Their broad, soft-padded paws were like snow shoes, bearing them up on the wind-packed surface. Their tufted ears stood straight up, alert for any unwonted sound. Their absurd stub tails, not four inches long, and looking as if they had been bitten off, twitched with eagerness. Their big round eyes, of a pale greenish yellow, and with the pupils narrowed to upright, threadlike black slits by the blinding glare, glanced warily from side to side with every step they took.

The lynxes had the keenest dislike to crossing the open pasture in this broad daylight, but they had been driven by hunger to the point where the customs 142 and cautions of their wary kind are recklessly thrown aside. Hunger had driven the pair to hunt together, in the hope of together pulling down game too powerful for one to master alone. Hunger had overcome their savage aversion to the neighbourhood of man, and brought them out in the dark of night to prowl about the barn and sniff longingly the warm smell of the sheep, steaming through the cracks of the clumsy door.

Watching from under the snow-draped branches, they had observed that only in the daytime were the sheep let out from their safe shelter behind the clumsy door.
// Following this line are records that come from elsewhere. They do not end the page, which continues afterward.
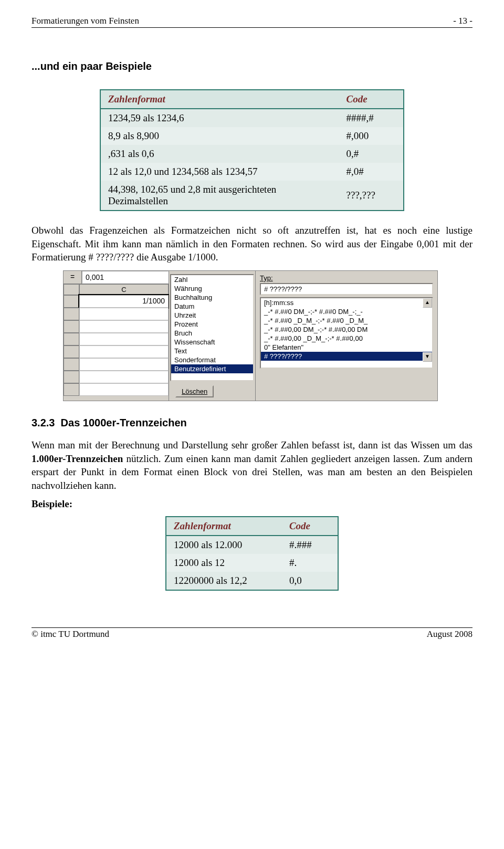 This screenshot has width=504, height=849. Describe the element at coordinates (252, 150) in the screenshot. I see `format-table-1: Zahlenformat Code 1234,59 als 1234,6####…` at that location.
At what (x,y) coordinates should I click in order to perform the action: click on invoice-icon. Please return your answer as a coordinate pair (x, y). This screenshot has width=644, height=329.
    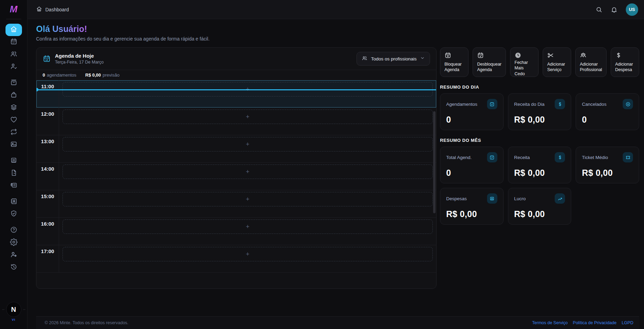
    Looking at the image, I should click on (14, 186).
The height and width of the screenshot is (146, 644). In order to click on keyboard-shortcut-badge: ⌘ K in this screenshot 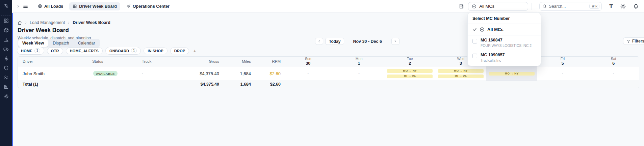, I will do `click(594, 6)`.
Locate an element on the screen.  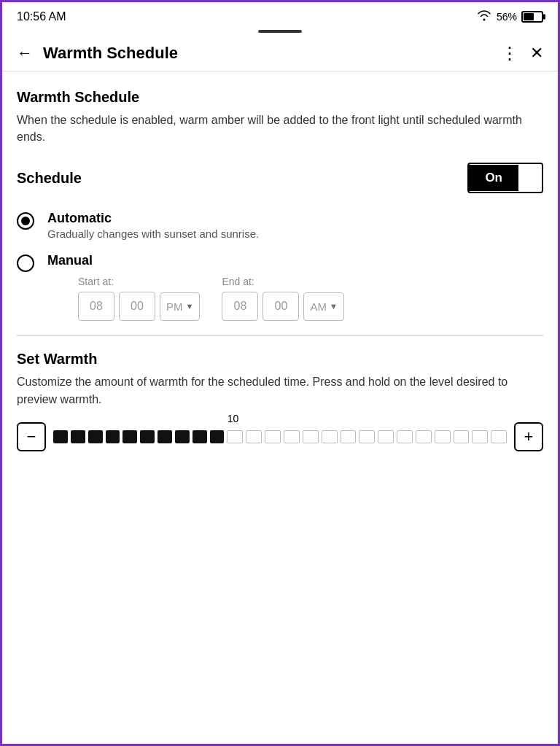
increment-button: + is located at coordinates (529, 437).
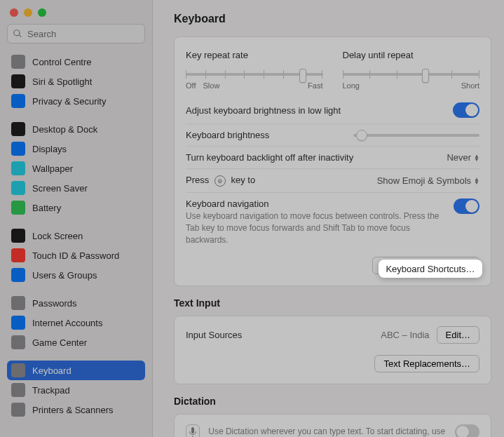 Image resolution: width=504 pixels, height=437 pixels. Describe the element at coordinates (76, 34) in the screenshot. I see `search-input` at that location.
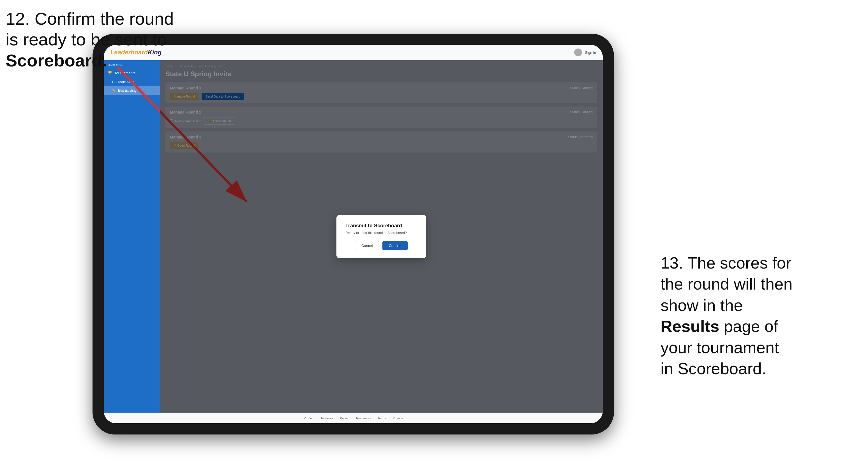  Describe the element at coordinates (327, 418) in the screenshot. I see `footer-link-features: Features` at that location.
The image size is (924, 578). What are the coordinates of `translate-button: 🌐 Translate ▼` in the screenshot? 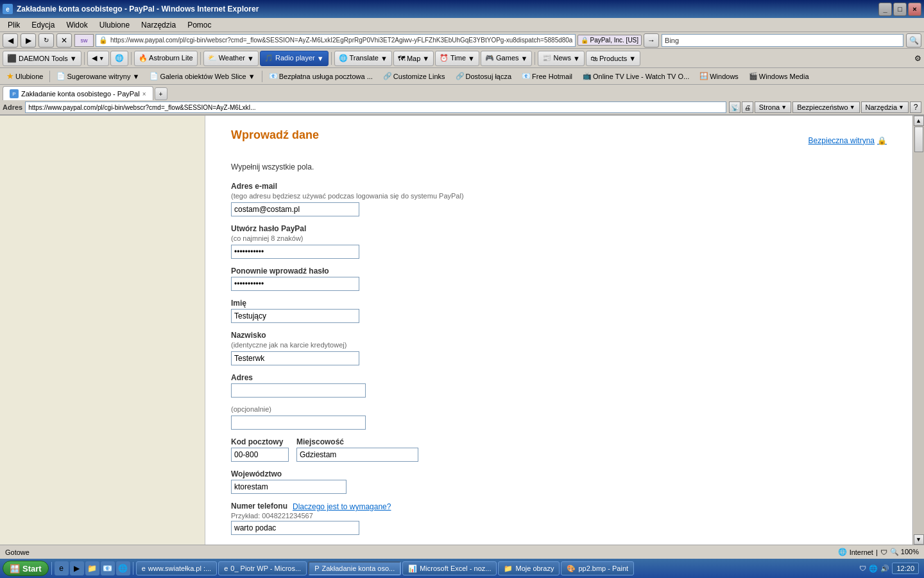 It's located at (363, 58).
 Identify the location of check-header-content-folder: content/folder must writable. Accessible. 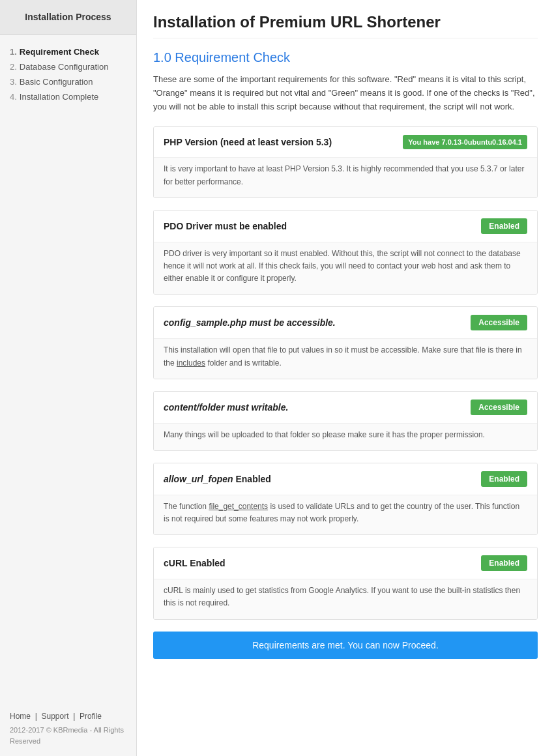
(345, 407).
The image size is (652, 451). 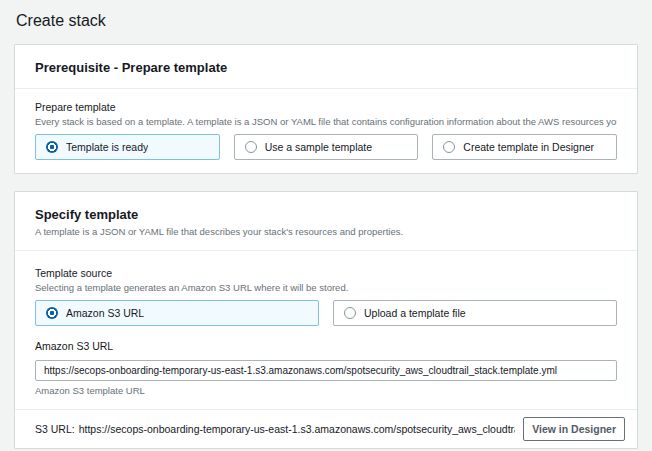 I want to click on prerequisite-panel-header: Prerequisite - Prepare template, so click(x=326, y=67).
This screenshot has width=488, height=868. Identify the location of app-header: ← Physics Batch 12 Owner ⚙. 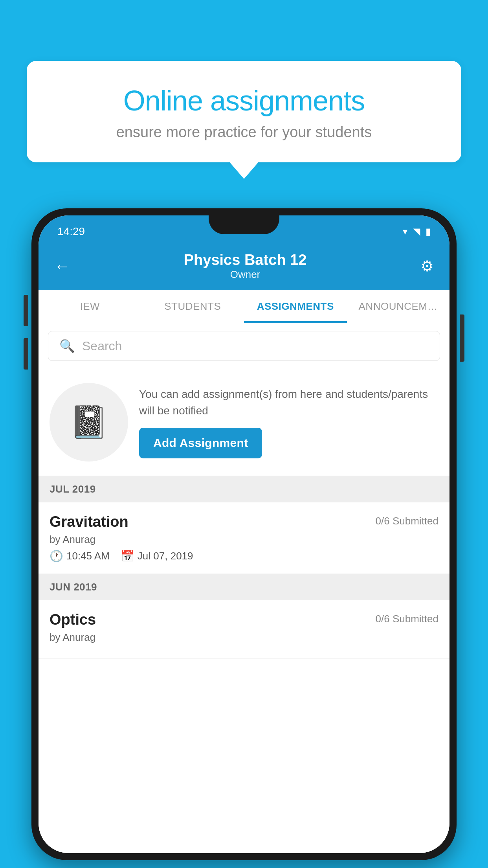
(244, 267).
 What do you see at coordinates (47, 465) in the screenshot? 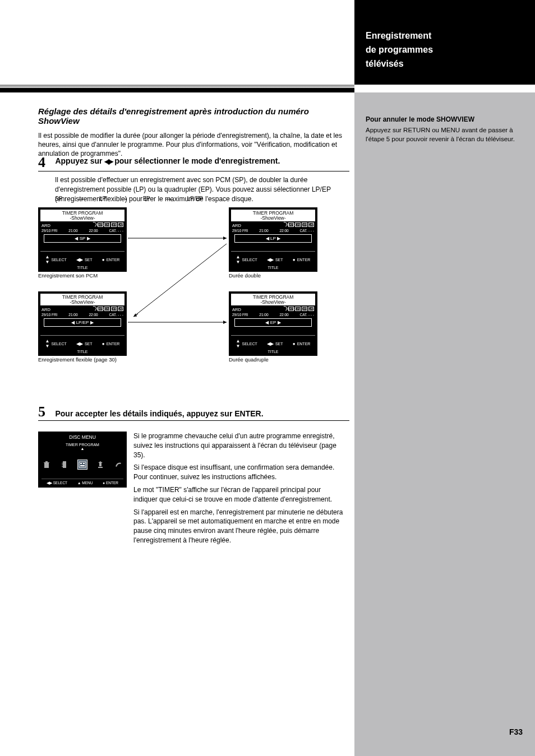
I see `trash-icon` at bounding box center [47, 465].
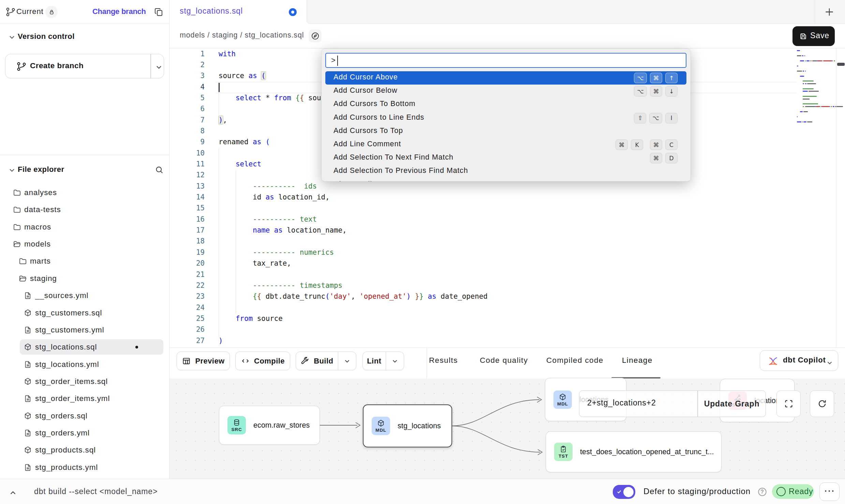 The height and width of the screenshot is (504, 845). What do you see at coordinates (762, 492) in the screenshot?
I see `help-icon: ?` at bounding box center [762, 492].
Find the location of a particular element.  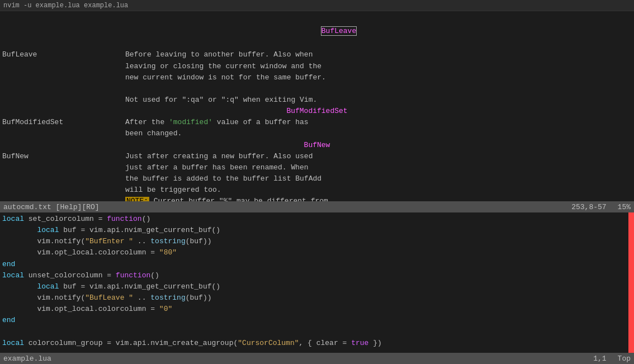

code-status-line: example.lua 1,1 Top is located at coordinates (317, 358).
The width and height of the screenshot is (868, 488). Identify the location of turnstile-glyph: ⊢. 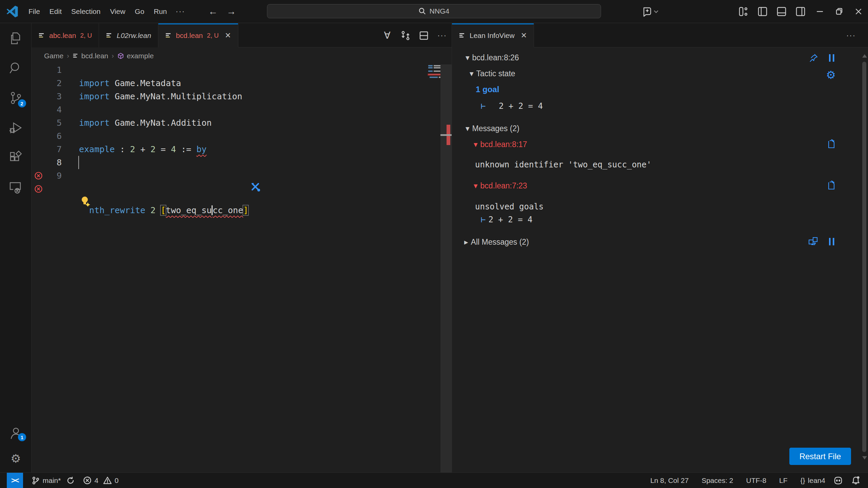
(483, 220).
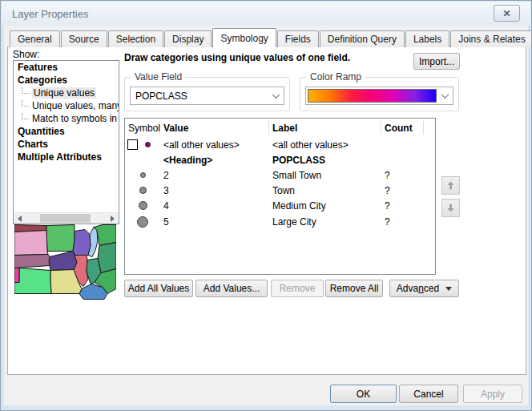 The image size is (532, 411). I want to click on cancel-button: Cancel, so click(429, 394).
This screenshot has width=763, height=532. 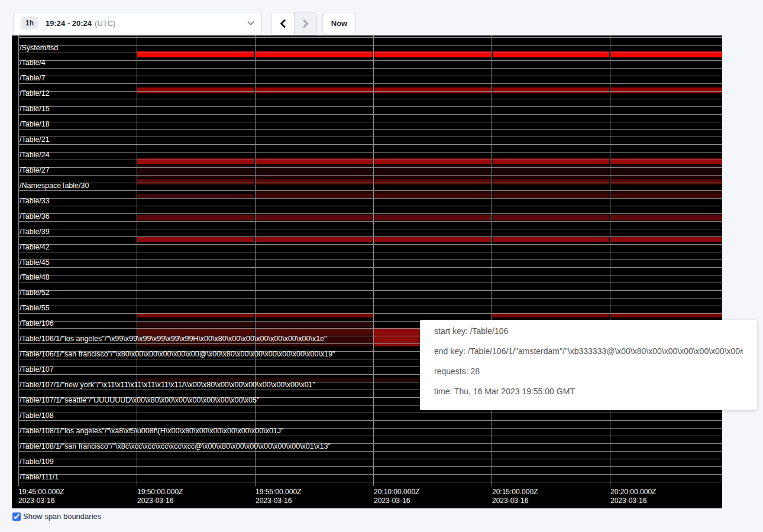 What do you see at coordinates (140, 400) in the screenshot?
I see `span-row-label: /Table/107/1/"seattle"/"UUUUUUD\x00\x80\…` at bounding box center [140, 400].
And now, forgetting everything but the fierce pangs that urged them, the two savage beasts came straight down the rolling slope of the pasture towards the barn.

A few minutes later there came from the yard a wild screeching and cackling of the hens, followed by a trampling rush and agonized bleating. The old woman half rose from her chair, but sank back instantly, her face creased with a spasm of pain, for she was crippled by rheumatism. The girl dropped her big wooden spoon on the floor and rushed to the window that looked out upon the yard. Her pale face went paler with horror, then flushed with wrath and pity; and a fierce light flashed into her wide blue eyes.

“It’s lynxes!” she cried, snatching up the wooden spoon and darting for the door. “And they’ve 143 got one of the sheep! Oh, oh, they’re tearing it!”

“Melindy!” shouted the old woman, in a voice of strident command––such a compelling voice that the girl stopped short in spite of herself. “Drop that fool spoon and get the gun!”

The girl dropped the spoon as if it had burned her fingers, and looked irresolutely at the big duck-gun hanging on the log wall. “I can’t fire it!” she exclaimed, shaking her head. “I’d be scared to death of it!”

But even as the words left her mouth, there came another outburst of trampling and frantic clamour from the yard. She snatched up the little, long-handled axe which leaned beside the door-post, threw the door wide open, and with a pitying cry of “Oh! oh!” flew forth to the rescue of her beloved sheep.

“Did you ever see the like of that?” muttered the old woman, her harsh face working with excitement and high approbation. “Scairt to death of a gun––and goes out to fight lynxes all by herself!”

And with painful effort she began hitching herself and the big chair across the floor, seeking a position where she could both reach the gun and command a view through the wide-open door.